Can you imagine Elder Price double dry-hopping a double IPA during a door-to-door sales pitch in The Book of Mormon? What about in The Lion King, Simba mourning the loss of Mufasa by starting the mash of a maibock? While brewing beer likely won’t be incorporated into any plays or musicals currently on Broadway, some of them are teaming with local breweries off the stage to create beers for charity, as part of an exciting project started by James Ludwig and Mark Aldrich.
Ludwig and Aldrich are the creators and hosts of “The Happy Hour Guys,” a long-running travel web series that follows the friends as they visit bars, breweries and distilleries around the world. The men are also both Broadway actors and last year began brainstorming, as Ludwig put it, “how to get craft beer some work on the main stage.”
“We saw a lot of parallels between both of these worlds we work in,” added Aldrich. “Both are true crafts, and both have passionate fan bases. Beer lovers will stand in line for hours for a great brew and Broadway lovers will do the same thing to score tickets to a hot show.”
The result, called the Broadway Brews Project, is a series of collaborations between local breweries and hit shows to create limited-release beers, the latest of which, ‘It’s for Adrienne’ Cherry Cream Ale, arrives in bars in and around the Theater District (along with a few outer-borough outliers) next week. These special suds are themed in relation to the partnering show and benefit a charity of the show’s choosing. In addition to managing the collaboration, Ludwig and Aldrich film the entire process for their own show, which has aired over 340 episodes since 2006.
‘It’s for Adrienne’ Cherry Cream Ale is the work of Sixpoint Brewery, based in Red Hook, and “Waitress,” the musical about a waitress and expert pie maker who feels trapped in an unhappy marriage. It’s adapted from a 2007 film written by Adrienne Shelly, who was tragically murdered before its release. As such, a portion of the proceeds from sales of the beer will benefit The Adrienne Shelley Foundation, a charity founded by her widower that supports women filmmakers.
After seeing a performance of “Waitress,” Keir Hamilton, a brewer at Sixpoint, was inspired by the scent of baking that perfumes the Brooks Atkinson Theater nightly, an olfactory extension of the show’s set achieved as a result of production baking an apple pie using a convection oven just outside the entrance to the theater’s orchestra seating.
With the sumptuous aromas of warm crust and fruit baked into his mind, Hamilton met with Ludwig, Aldrich and three cast members (Caitlin Houlahan, Molly Jobe, Olivia Phillip (not pictured) and Jeremy Morse) to noodle on the notion of a tasty tribute to pie in liquid form. Over drinks at Beer Culture, a bar in Hell’s Kitchen that will carry the special brew, the team devised a recipe for a cream ale with lactose and cherries that would be kettle soured, a technique that can impart sour flavors in a fraction of the time traditional methods historically require. “The lactose for some sweetness, a little tartness from the kettle souring, and the cherries added near the end of fermentation for another aspect of a dessert pie,” Hamilton explains.
In addition to helping develop the recipe, the actors visited Sixpoint’s facility in Red Hook on the morning of May 8 to participate in the brew day. “They each took turns raking out the spent grains from the mash tun and then together added the lactose,” Hamilton said. “We made sure not to ask them to do any singing that day.”
For the finished product, Hamilton said to expect “an easy drinker, balanced between sweet and tart with a cherry blast, like a creamy beer pie to the face.”
The first of three episodes documenting the development and creation of ‘It’s for Adrienne’ Cherry Cream Ale, the third Broadway Brews Project beer, was released on The Happy Hour Guys’ website earlier this week. Additionally, you can watch episodes covering the other two installments. The first teamed the Bronx’s Gun Hill Brewing with “Hamilton,” culminating in a rye-spiked saison called Rise Up Rye that, due to high demand, has prompted several subsequent batches. (Cans are even sold at the Richard Rodgers Theatre, where the smash rap-driven musical about America’s founding fathers plays nightly to sellout crowds.)
The second, meanwhile, partnered New Jersey’s Carton Brewing with “School of Rock” to make one batch of an imperial black IPA, called School of Hops.
The goal of the project, Ludwig said, is to create three more beers and rerelease them together as a six-pack. “Six beers, six shows and six great charities,” he said.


• _Required action_: When a line below contains the string "name", show that line.

• _Material provided_:
------------

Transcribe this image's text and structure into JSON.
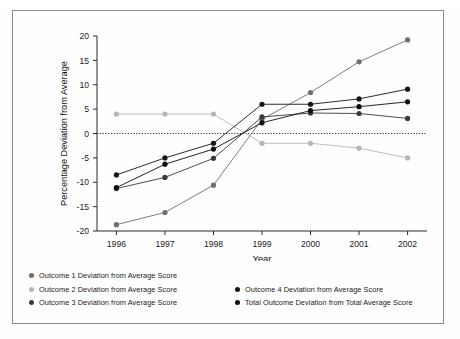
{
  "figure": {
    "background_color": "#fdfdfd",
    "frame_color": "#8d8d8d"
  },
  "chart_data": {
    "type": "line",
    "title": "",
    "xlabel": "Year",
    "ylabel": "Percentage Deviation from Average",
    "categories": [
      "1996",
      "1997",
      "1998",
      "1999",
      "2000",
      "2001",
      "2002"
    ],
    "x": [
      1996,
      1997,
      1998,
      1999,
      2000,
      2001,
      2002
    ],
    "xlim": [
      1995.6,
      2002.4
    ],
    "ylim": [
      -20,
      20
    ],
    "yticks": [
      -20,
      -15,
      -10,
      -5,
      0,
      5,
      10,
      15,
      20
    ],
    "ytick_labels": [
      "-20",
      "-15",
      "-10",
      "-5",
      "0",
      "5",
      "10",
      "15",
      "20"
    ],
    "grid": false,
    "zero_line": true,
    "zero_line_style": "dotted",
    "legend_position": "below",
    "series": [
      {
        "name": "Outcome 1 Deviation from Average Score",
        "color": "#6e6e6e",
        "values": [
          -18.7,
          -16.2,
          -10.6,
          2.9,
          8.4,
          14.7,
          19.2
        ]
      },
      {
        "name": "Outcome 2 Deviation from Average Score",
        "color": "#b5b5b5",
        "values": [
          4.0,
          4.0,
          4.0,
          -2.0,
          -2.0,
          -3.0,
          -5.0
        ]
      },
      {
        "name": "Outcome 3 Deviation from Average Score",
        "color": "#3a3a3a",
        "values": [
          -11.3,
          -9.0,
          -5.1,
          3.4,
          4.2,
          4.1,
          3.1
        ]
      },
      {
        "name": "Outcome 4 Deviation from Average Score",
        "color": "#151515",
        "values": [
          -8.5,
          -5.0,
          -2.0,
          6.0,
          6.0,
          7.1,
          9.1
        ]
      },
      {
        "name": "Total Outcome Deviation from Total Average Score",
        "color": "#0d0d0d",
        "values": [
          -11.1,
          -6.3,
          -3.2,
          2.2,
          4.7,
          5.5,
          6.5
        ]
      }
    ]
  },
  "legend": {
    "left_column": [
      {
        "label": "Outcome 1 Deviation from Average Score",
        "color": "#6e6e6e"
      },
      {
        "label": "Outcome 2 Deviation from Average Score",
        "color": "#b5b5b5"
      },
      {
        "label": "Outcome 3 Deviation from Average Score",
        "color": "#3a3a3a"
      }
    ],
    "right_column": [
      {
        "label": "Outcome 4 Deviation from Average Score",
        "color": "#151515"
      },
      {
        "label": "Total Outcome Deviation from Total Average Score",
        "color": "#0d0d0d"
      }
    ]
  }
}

------------

• _Completed exercise_:
        "name": "Outcome 1 Deviation from Average Score",
        "name": "Outcome 2 Deviation from Average Score",
        "name": "Outcome 3 Deviation from Average Score",
        "name": "Outcome 4 Deviation from Average Score",
        "name": "Total Outcome Deviation from Total Average Score",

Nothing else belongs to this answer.